CBC-Sports

End of the line for Raptors

March 13, 2009 11:43 AM | Posted by   Paul Jay  

Anyone who's watched an episode of Star Trek or spent a late night trolling message boards has probably heard of the uncertainty principle in quantum physics, which basically says you can know the direction a particle is travelling, or you can know its location, but you can't know both.

The same paradox is at work with the Toronto Raptors this year. We may not be able to piece together when, exactly, the team's playoff hopes were officially dashed, but one thing is for certain: this season is over for everyone but the schedule makers.

Was it the Dallas-Houston Texas-two-stomp? The Dwyane Wade show last Friday night? Or do we go back to the start of the team's six-game losing streak and the 133-113 genuflection to the Phoenix Suns?

Little hope with 17 games to go

Perhaps this is a philosophical question and not one to analyze. Is it not deep thinkers with time on their hands who puzzle over whether an unheard tree falling in the forest makes a sound? Perhaps then the question is this: if the Raptors lose to Philadelphia and game is on TSN2, does it matter?

Any way you dissect the last two weeks, you end up with the same coroner's report: the Toronto Raptors are legally dead, with 17 games to go. It's just a matter of when to pull the plug.

For basketball fans, there is ample time to devote to the college tournaments in Canada and the U.S., and for Raptors fans, the U.S. tournament gives them an opportunity to scout, for themselves, whether college swingmen like Ohio State's Evan Turner, Arizona State's James Harden or Wake Forest's Al-Farouq Aminu are indeed the answer to the team's greatest weakness.

It also gives the team a chance to figure out how, if at all, players like Roko Ukic, Pops Mensa-Bonsu and Joey Graham fit into their future plans.

Not that the team has called it quits: after all, they still get to play 17 games, including two each against Charlotte, Chicago, New York and Indiana - four also-rans theoretically in the hunt for the final playoff spot - and one game against Milwaukee, the 30-37 team currently holding that precarious place.

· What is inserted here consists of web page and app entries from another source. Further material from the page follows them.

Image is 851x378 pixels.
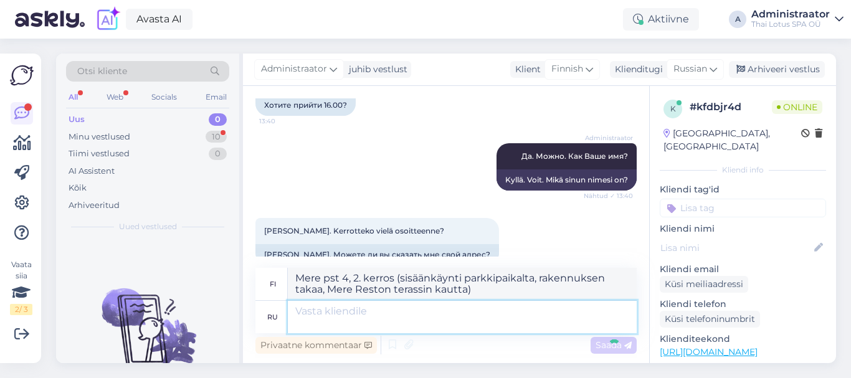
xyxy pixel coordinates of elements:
[209,148,227,160] div: 0
[585,133,633,143] span: Administraator
[772,100,823,114] span: Online
[104,89,126,105] div: Web
[344,63,408,76] div: juhib vestlust
[259,117,306,126] span: 13:40
[660,183,826,196] p: Kliendi tag'id
[664,127,802,153] div: [GEOGRAPHIC_DATA], [GEOGRAPHIC_DATA]
[256,244,499,266] div: [PERSON_NAME]. Можете ли вы сказать мне свой адрес?
[10,259,32,315] div: Vaata siia
[149,89,180,105] div: Socials
[660,165,826,176] div: Kliendi info
[729,61,825,78] div: Arhiveeri vestlus
[69,165,115,178] div: AI Assistent
[497,170,637,191] div: Kyllä. Voit. Mikä sinun nimesi on?
[77,65,127,78] span: Otsi kliente
[95,6,121,32] img: explore-ai
[69,131,130,143] div: Minu vestlused
[584,191,633,201] span: Nähtud ✓ 13:40
[206,131,227,143] div: 10
[660,333,826,346] p: Klienditeekond
[690,100,772,115] div: # kfdbjr4d
[671,104,676,113] span: k
[69,113,85,126] div: Uus
[660,223,826,236] p: Kliendi nimi
[209,113,227,126] div: 0
[752,9,830,19] div: Administraator
[203,89,229,105] div: Email
[69,199,120,212] div: Arhiveeritud
[261,62,327,76] span: Administraator
[623,8,699,31] div: Aktiivne
[729,11,747,28] div: A
[66,89,80,105] div: All
[660,298,826,311] p: Kliendi telefon
[552,62,583,76] span: Finnish
[510,63,541,76] div: Klient
[56,266,239,378] img: No chats
[674,62,707,76] span: Russian
[660,311,760,328] div: Küsi telefoninumbrit
[69,182,87,194] div: Kõik
[660,276,749,293] div: Küsi meiliaadressi
[660,263,826,276] p: Kliendi email
[610,63,663,76] div: Klienditugi
[119,221,177,232] span: Uued vestlused
[660,363,826,374] p: Vaata edasi ...
[660,199,826,218] input: Lisa tag
[256,95,356,116] div: Хотите прийти 16.00?
[126,9,193,30] a: Avasta AI
[10,304,32,315] div: 2 / 3
[69,148,130,160] div: Tiimi vestlused
[752,9,844,29] a: AdministraatorThai Lotus SPA OÜ
[10,64,34,87] img: Askly Logo
[264,226,444,236] span: [PERSON_NAME]. Kerrotteko vielä osoitteenne?
[661,241,812,255] input: Lisa nimi
[522,151,628,161] span: Да. Можно. Как Ваше имя?
[660,347,758,358] a: [URL][DOMAIN_NAME]
[752,19,830,29] div: Thai Lotus SPA OÜ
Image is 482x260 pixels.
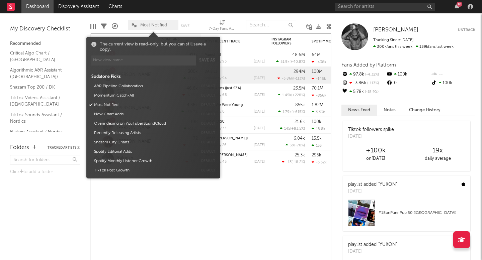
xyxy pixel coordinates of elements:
button: Momentum Catch-All [92,91,198,100]
span: Fans Added by Platform [341,63,396,68]
input: Search for artists [335,3,435,11]
a: TikTok Sounds Assistant / Nordics [10,111,74,125]
div: [DATE] [254,110,265,114]
button: Save [181,24,189,28]
a: When We Were Young [205,103,243,107]
div: -146k [312,77,326,81]
button: Overindexing on YouTube/SoundCloud [92,119,198,129]
span: 39 [290,144,294,148]
div: 295k [312,153,321,158]
div: Folders [10,144,29,152]
a: [PERSON_NAME] [373,27,418,33]
div: ( ) [286,143,305,148]
button: Untrack [458,27,475,33]
button: Most Notified [92,100,198,110]
div: 64M [312,53,321,57]
div: 97.8k [341,70,386,79]
div: [DATE] [254,144,265,147]
div: Hvor Vi Ender Dagen [205,154,265,157]
div: [DATE] [254,127,265,131]
div: ( ) [282,160,305,164]
div: 5.78k [341,88,386,96]
div: [DATE] [254,60,265,64]
div: [DATE] [348,249,397,255]
div: 294M [294,70,305,74]
button: Recently Releasing Artists [92,129,198,138]
div: Spotify Monthly Listeners [312,40,362,44]
div: # 18 on Pure Pop 50 ([GEOGRAPHIC_DATA]) [378,209,465,217]
div: 855k [295,103,305,107]
span: +40.8 % [291,60,304,64]
span: -113 % [366,82,379,85]
div: -438k [312,60,326,64]
div: 100k [431,79,475,88]
a: Dance ([PERSON_NAME]) [205,137,248,141]
div: 7-Day Fans Added (7-Day Fans Added) [209,25,236,33]
div: Recommended [10,40,80,48]
div: ( ) [278,76,305,81]
button: default [201,150,215,154]
div: 7-Day Fans Added (7-Day Fans Added) [209,17,236,36]
div: -3.86k [341,79,386,88]
div: 23.5M [293,86,305,91]
button: default [201,169,215,172]
div: A&R Pipeline [112,17,118,36]
span: -4.32 % [364,73,379,77]
div: 25.3k [295,153,305,158]
button: TikTok Post Growth [92,166,198,175]
span: 51.9k [281,60,290,64]
div: +100k [345,147,407,155]
div: HEARTDISC [205,120,265,124]
div: ( ) [276,60,305,64]
button: New Chart Adds [92,110,198,119]
span: -70 % [295,144,304,148]
span: 1.45k [282,94,291,97]
a: Nielsen Assistant / Nordics [10,129,74,136]
span: 1.79k [283,110,292,114]
div: -856k [312,93,326,98]
input: New view name... [91,56,196,66]
div: 100M [312,70,323,74]
button: News Feed [341,105,377,116]
a: Algorithmic A&R Assistant ([GEOGRAPHIC_DATA]) [10,67,74,80]
a: "YUKON" [378,243,397,247]
div: When We Were Young [205,103,265,107]
div: [DATE] [348,134,394,140]
button: Shazam City Charts [92,138,198,147]
div: 100k [312,120,321,124]
div: Click to add a folder. [10,168,80,176]
div: Most Recent Track [205,40,255,44]
span: -13 [286,161,292,164]
div: Edit Columns [90,17,96,36]
div: Open Arms (just SZA) [205,87,265,90]
span: +615 % [293,110,304,114]
span: +228 % [292,94,304,97]
div: -- [431,70,475,79]
div: 5.53k [312,110,325,114]
div: ( ) [278,110,305,114]
button: default [201,103,215,107]
div: ( ) [280,127,305,131]
div: Sodatone Picks [91,74,215,80]
div: -3.32k [312,160,327,165]
div: 19 x [407,147,469,155]
div: ( ) [278,93,305,97]
a: Open Arms (just SZA) [205,87,241,90]
button: default [201,141,215,144]
div: 70.1M [312,86,323,91]
div: 6.04k [294,137,305,141]
div: 18.8k [312,127,325,131]
button: A&R Pipeline Collaboration [92,82,198,91]
div: 10 [457,2,462,7]
a: Critical Algo Chart / [GEOGRAPHIC_DATA] [10,50,74,63]
div: 1.82M [312,103,323,107]
div: Tiktok followers spike [348,127,394,134]
button: default [201,160,215,163]
span: Most Notified [140,23,167,27]
div: [DATE] [254,77,265,80]
button: default [201,122,215,126]
div: [DATE] [254,160,265,164]
span: 300k fans this week [373,45,412,49]
a: Hvor Vi [PERSON_NAME] [205,154,247,157]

And hey, they're only six games back, right?

This logic works until you remember that the Raptors are not a good team, have no depth and no longer bring consistent effort on most nights. If any one of New Jersey, Charlotte or Chicago finishes the season by winning half their games, Toronto would need to go 13-4 to tie. Good luck with that.

Hope for future?

Which brings us to the next question: is there any hope for the future?

The trouble with Toronto is simple: they have three good players in Chris Bosh, Jose Calderon and Andrea Bargnani who are under contract beyond this season.

They also have five players under contract who, realistically, you probably wouldn't want to see on the court in a playoff game: Jason Kapono, Kris Humphries, Marcus Banks, Roko Ukic and Nate Jawai. Maybe Hump and Roko will take the next step into "solid-rotation player", but for now, they are not there yet. The rest are free agents or, in the case of thoroughly underwhelming Patrick O'Bryant, buy-out candidates.

Which means Toronto has many, many holes to fill. Ideally, they need a starting shooting guard, a starting small forward, a backup swingman and a backup big man, and better than the ones they currently have.

Will they be able to fill all of those needs with one draft pick and $10 million US and change to spend in the off-season?

It seems unlikely, but who knows? Like the elusive electron, there is too much uncertainty involving the Raptors to say for certain what direction the franchise is heading. But we do know where they are, and as Neil Young once sang, everybody knows this is nowhere.